You have them reversed. t0 is proper time and t is coordinate time.
MihaiM said:The correct formula is this, as elfmotat wrote:
\Delta t_{o} = \Delta t \sqrt{1-v^2/c^2}, it's the same as \Delta t = \frac{\Delta t_{o}}{\sqrt{1-v^2/c^2}}, which you take from Wikipedia.
If you use my above definitions, then this is correct.
MihaiM said:So t is the time of the moving clock, to is the time of the static clock (ours).
to should be the moving clock's time.
MihaiM said:Now v is the speed of the moving clock, and we know it is lesser than c, both in respect to the observer. When v increases, then v^2/c^2 increases as well, which means 1-v^2/c^2 decreases towards zero (also \sqrt{1-v^2/c^2} decreases).
Correct so far.
MihaiM said:You can see now how, as the speed of the t clock (in the rocket) is increased, its period has to be lesser, in its frame of reference, to synchronize its ticks to the observer's clock (on Earth, "us").
This is incorrect.
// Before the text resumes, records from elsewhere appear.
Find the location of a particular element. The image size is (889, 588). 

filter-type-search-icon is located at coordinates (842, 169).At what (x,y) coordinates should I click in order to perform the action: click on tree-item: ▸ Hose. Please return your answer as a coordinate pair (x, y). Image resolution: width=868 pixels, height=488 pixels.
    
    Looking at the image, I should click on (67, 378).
The way you had your equations the stationary clock would experience less time. Also, the two observers DO NOT synchronize their clocks - this is impossible.
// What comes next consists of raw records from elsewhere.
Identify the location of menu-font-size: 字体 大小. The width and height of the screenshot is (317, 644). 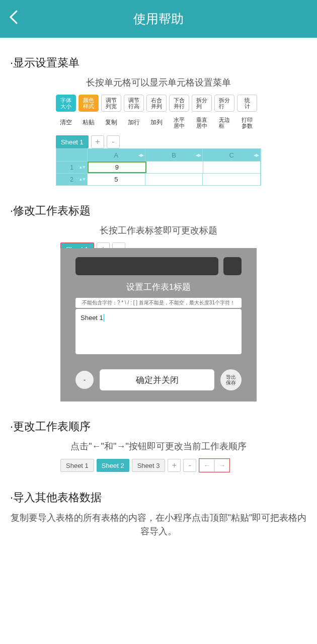
(66, 103).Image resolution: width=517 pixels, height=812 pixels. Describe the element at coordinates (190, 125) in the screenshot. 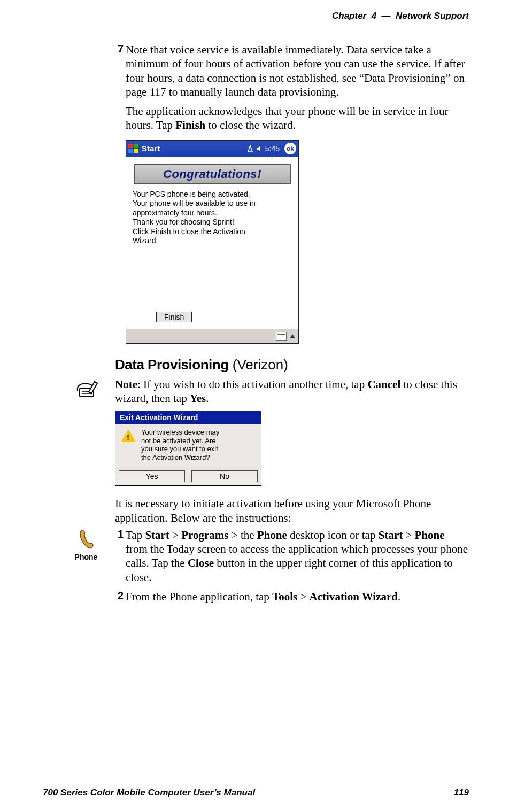

I see `finish-keyword: Finish` at that location.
MihaiM said:Imagine what happens if v is so great that \sqrt{1-v^2/c^2} = 0.8: when the clock on the observer from Earth (to) rings "one hour" [1], the guy in the rocket says "hey, wtf, based on my clock (t), only 48 minutes has passed!" - which is 60*0.8.
The guy in the rocket would not experience time dilation in his rest frame. From his perspective, the guy on Earth's clock is running slower.
MihaiM said:The two equations are equivalent, the former is for use by the observer in the rocket to figure out what time the clock on Earth shows when an hour has passed (to = 0.8 * t = 48 minutes - contracted time), the latter is for use by the static observer to figure out what time the clock in the rocket shows (t = to / 0.8 = 75 minutes - dilated time).
Neither of the clocks actually show these calculated times. The person in the rocket thinks the person on Earth's time is being dilated. The person in the rocket thinks the exact opposite.
Snip3r said:no you don't get me. Consider this a stationary observer S and a moving observer S' having identical light clocks. Now let S measure the time Δt between 2 consecutive ticks of the clock in S. Now how does he see the same clock to tick in S' (time difference between 2 ticks in S' as seen from S)it is Δt'=\frac{Δt}{\sqrt{1-V^{2}/C^{2}}}its also true for S'(as FoR and seeing S) i m just taking one of the case
You still don't have it right. It should be \Delta t' = \Delta t \sqrt{1-v^2/c^2}.